When Products Are Designed to Fail: France’s Fight Against Planned Obsolescence
For decades, many consumers have shared a quiet suspicion about modern electronics: devices do not seem to last as long as they used to.
For decades, many consumers have shared a quiet suspicion about modern electronics: devices do not seem to last as long as they used to.
For most of the internet’s history, operating systems stayed largely invisible in the debate about online safety.
For decades, the image of a serious PC gamer was almost always the same: a desk, a large monitor, a mechanical keyboard, and a powerful desktop tower humming away beneath the table.
For most of the history of PC gaming, Linux existed on the margins. Enthusiasts loved it for its openness, privacy, and control, but gamers rarely treated it as a serious platform for playing modern titles.
Few debates in gaming have lasted as long or burned as brightly as the supposed divide between “casual” and “hardcore” players.
Few things in gaming stir emotion as reliably as a ranked match.
You queue up believing the next game will reflect your true skill.
In recent years, the relationship between console manufacturers and the PC gaming ecosystem has been changing.
Nostalgia has always had a place in entertainment. Film buffs revisit classic movies. Music fans replay albums from high school. Readers return to beloved novels.
For decades, the gaming PC has lived in one place. A desk. A chair. A keyboard and mouse positioned with surgical precision. The glow of a monitor at arm’s length.
There are certain games that define a moment, and then there are games that continue to define entire generations long after their release.
For more than a decade, the gaming industry seemed locked in an arms race. Budgets ballooned. Marketing campaigns rivaled Hollywood.

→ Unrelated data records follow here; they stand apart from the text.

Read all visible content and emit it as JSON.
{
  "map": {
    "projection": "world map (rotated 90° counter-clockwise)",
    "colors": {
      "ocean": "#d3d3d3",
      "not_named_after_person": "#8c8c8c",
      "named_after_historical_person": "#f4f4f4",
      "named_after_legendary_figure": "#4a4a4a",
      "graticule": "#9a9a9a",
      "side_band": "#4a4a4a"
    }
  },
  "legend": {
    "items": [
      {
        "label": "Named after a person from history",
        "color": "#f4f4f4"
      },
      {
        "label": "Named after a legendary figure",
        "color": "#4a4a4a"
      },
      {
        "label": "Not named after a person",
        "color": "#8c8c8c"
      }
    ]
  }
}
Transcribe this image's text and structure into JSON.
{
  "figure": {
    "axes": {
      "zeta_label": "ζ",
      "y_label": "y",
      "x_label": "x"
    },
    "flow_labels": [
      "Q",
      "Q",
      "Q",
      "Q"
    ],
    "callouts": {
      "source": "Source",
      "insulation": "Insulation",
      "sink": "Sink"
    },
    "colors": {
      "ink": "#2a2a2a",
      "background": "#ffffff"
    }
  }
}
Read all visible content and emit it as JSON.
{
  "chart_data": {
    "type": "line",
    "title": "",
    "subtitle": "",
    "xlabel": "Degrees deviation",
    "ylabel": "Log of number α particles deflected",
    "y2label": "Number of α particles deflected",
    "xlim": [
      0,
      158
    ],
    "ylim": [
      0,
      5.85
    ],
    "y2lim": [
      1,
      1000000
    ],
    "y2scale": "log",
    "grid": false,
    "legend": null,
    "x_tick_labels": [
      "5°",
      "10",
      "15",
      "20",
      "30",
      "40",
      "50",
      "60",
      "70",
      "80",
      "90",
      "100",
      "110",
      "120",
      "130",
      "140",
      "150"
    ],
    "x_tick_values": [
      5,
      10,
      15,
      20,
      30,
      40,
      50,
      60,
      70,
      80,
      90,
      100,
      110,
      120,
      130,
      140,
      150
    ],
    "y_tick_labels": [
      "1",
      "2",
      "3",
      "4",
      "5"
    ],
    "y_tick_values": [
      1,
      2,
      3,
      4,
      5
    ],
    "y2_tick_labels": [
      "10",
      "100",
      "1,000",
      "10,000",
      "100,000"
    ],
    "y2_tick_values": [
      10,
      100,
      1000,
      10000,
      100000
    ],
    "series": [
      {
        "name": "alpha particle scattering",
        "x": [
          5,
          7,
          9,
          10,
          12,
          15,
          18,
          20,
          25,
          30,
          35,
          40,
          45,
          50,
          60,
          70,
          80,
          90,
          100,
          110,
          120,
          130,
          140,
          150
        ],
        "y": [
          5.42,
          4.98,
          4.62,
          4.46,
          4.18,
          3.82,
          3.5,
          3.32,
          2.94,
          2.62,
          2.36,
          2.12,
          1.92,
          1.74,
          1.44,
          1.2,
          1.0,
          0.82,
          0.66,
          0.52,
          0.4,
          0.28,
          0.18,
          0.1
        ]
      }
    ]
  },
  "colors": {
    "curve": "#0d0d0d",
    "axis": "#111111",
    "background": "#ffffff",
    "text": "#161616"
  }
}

There is something timeless about being stranded far from home. For decades, Star Trek: Voyager told a story about survival on the edge of explored space.
There is something uniquely satisfying about revisiting a game that sits right on the edge of two eras.
For most gamers, operating systems sit quietly in the background. California is advancing digital safety laws that push companies toward implementing age verification or age assurance systems.
When Star Wars Battlefront released in 2004, it offered something that fans of the Star Wars universe had imagined for decades but rarely experienced in games.